Copyright law and free expression have always been in tension, with the courts protecting speech from overzealous copyright claims using legal doctrines such as fair use. But in 1998, Congress passed the Digital Millennium Copyright Act, and since then courts have interpreted its “anti-circumvention” provision to give rightsholders the unprecedented power to block even fair uses of their works, whenever that use requires bypassing an access control like encryption or DRM.
This has harmed independent filmmakers when they try to include clips from other works in their own. It’s harmed people with visual disabilities who need to run text-to-speech software on their e-books in order to enjoy them, and people with hearing disabilities who rely on captioning to enjoy videos they purchase. It’s prevented educators from teaching media literacy and it’s prevented security and safety researchers from understanding electronic devices to keep us all safer. It keeps people from reading the code in the things they buy, from cars to tractors to home appliances, preventing us from understanding how these devices work and harming the market for independent repair and follow-on innovation.
Fair users can get sometimes get temporary and partial relief through the rulemaking process run by the Copyright Office, but that only underscores the fundamental problem: Section 1201(a) of the DMCA turned the right to make fair uses into a contingent privilege that you have to beg for in advance – with no binding legal standards to protect your right to speak.
That’s why we sued the government on behalf of security researcher Matthew Green and technologist bunnie Huang, working with law firm Wilson Sonsini Goodrich & Rosati. The case is now on appeal, and we’ve just concluded the briefing, with amicus support from law professors, disability rights advocates, filmmakers, and more.
The government defends the law by arguing that it only burdens conduct, not speech. Nonsense: the law is a direct ban on accessing information so that it can be communicated and adapted. It also directly bans providing instructions on how to do this in the form of software or a service. It restricts a wide range of legitimate speech, without adding much if anything to the government’s arsenal of tools to combat actual copyright infringement. Since someone circumventing in order to infringe is already an infringer, the law primarily impacts people who are circumventing for a non-infringing purpose, such as research, education, or just to enjoy the e-book they bought.
This disastrous law has interfered with creativity, research, and innovation for far too long. We hope the Court of Appeals for the D.C. Circuit agrees and restores the traditional balance between rightsholders and subsequent speakers.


# WHAT YOU ARE ASKED TO DO:
Copy each record exactly and skip its pictures.

# SOURCE RECORDS:
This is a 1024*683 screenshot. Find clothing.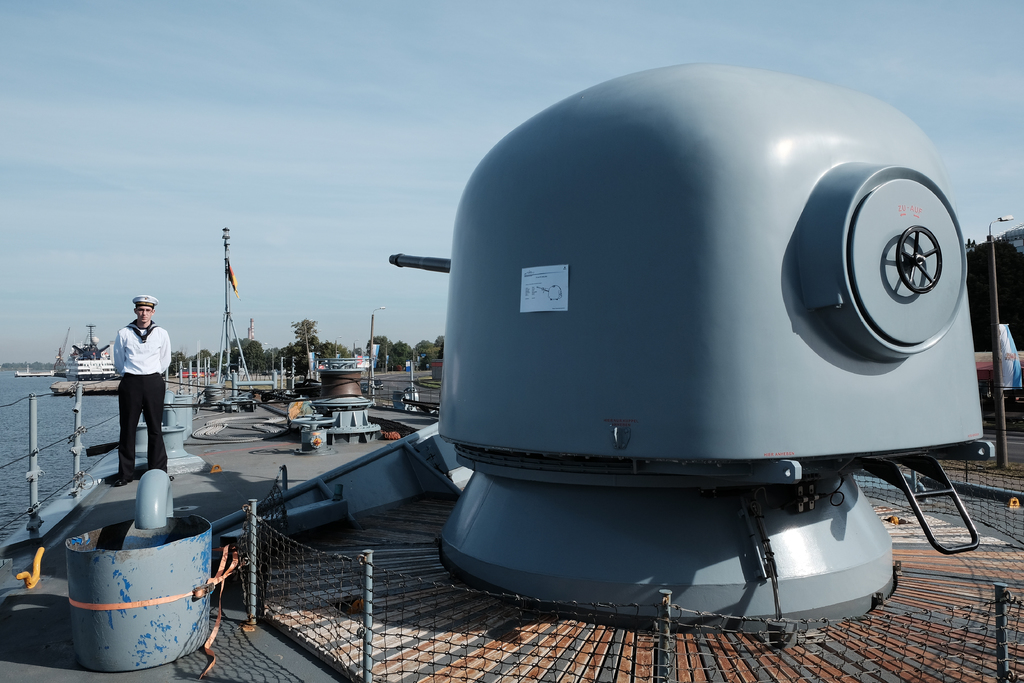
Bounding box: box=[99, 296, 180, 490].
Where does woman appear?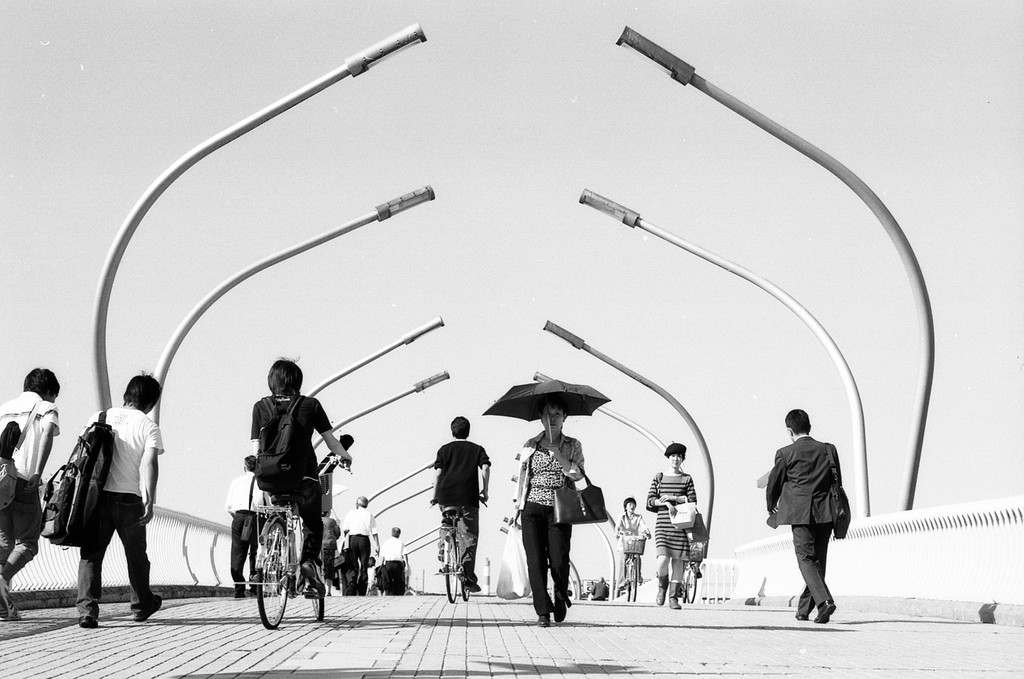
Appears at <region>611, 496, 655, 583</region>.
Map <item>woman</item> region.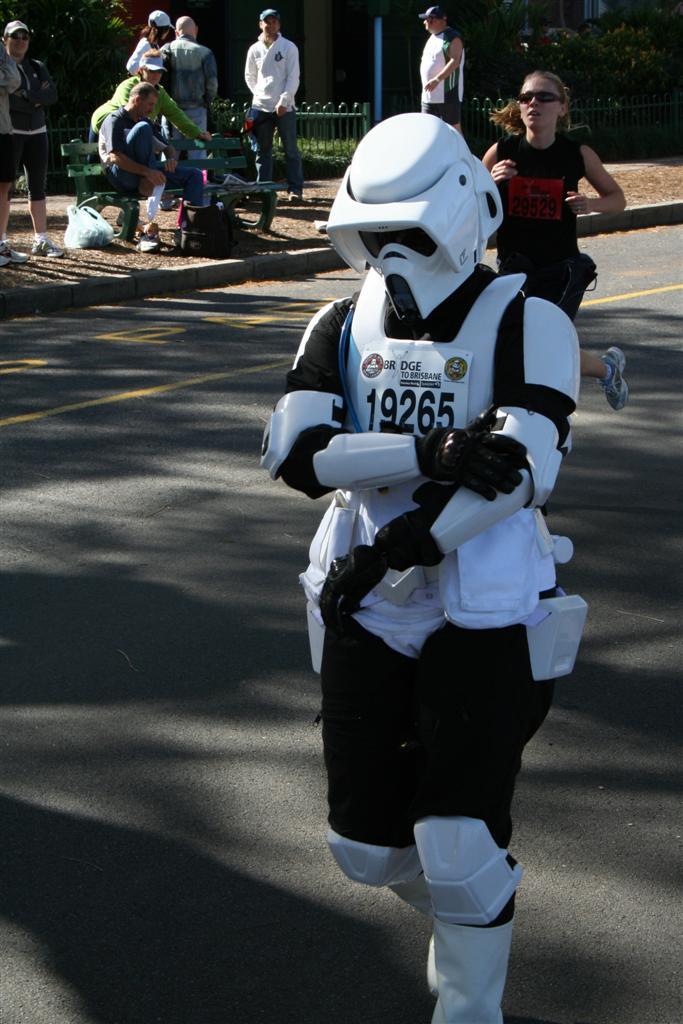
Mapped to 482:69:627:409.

# ANSWER BOX:
This is a 1024*683 screenshot. Find clothing.
Bounding box: box=[99, 296, 180, 490].
Where does woman appear?
Appears at <region>611, 496, 655, 583</region>.
Map <item>woman</item> region.
Mapped to 482:69:627:409.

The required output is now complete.